GR14. Applying a little reality, if you are the owner of an airfield, with somebody causing a serious problem, who had incidentally already beaten up somebody on the airfield badly for questioning what he was doing, you would find it a little difficult to be whiter than white.
So, he called me, being well away from the airfield. CAA enforcement branch (they who do the prosecuting) are mostly ex Met-coppers, with contacts in all the right places to arrange for appropriate investigations and visits, without it being at-all apparent that somebody local (who doesn't particularly want his house burning down) was involved. I've dealt with enforcement branch before, and on one occasion been an expert witness for a CAA prosecution. They do work closely with the police, and as a known quantity to them, I could talk in confidence.

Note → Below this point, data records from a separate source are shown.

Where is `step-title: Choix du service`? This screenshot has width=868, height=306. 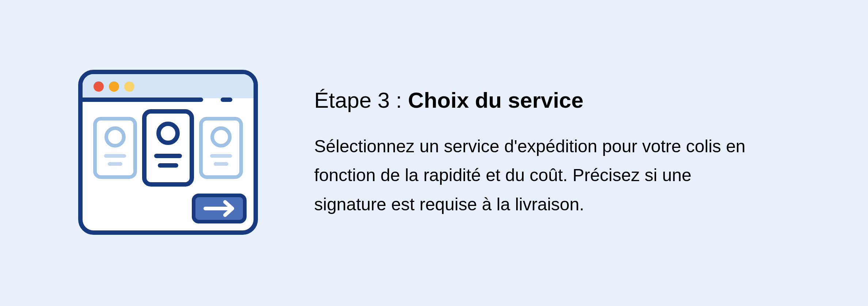 step-title: Choix du service is located at coordinates (496, 100).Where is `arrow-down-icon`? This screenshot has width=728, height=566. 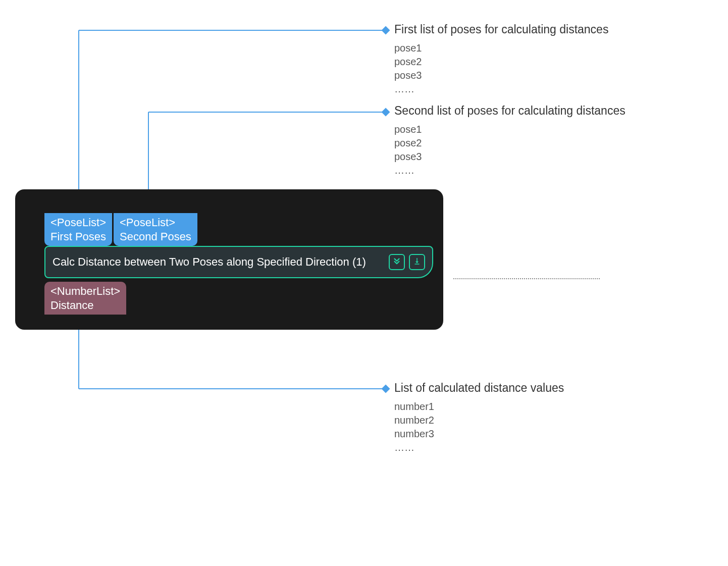
arrow-down-icon is located at coordinates (417, 262).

Yes, the ideal in such situations is to go and talk to the local police or customs. But, such things can become a little messy; hardened criminals (and they don't just exist in TV dramas) will beat people up, put burning newspapers through the letterbox, set light to aeroplanes in hangars. To the chap running his airfield, the current problem is a nuisance, some alternatives could ruin him.
For all I know of-course, the local police are monitoring said crook, and simply waiting for him to do something bad enough that they can lock him up for a nice safe 10 years or so. They're hardly going to come back and give me a report are they, maybe it only appears that they're doing nothing. How would I know?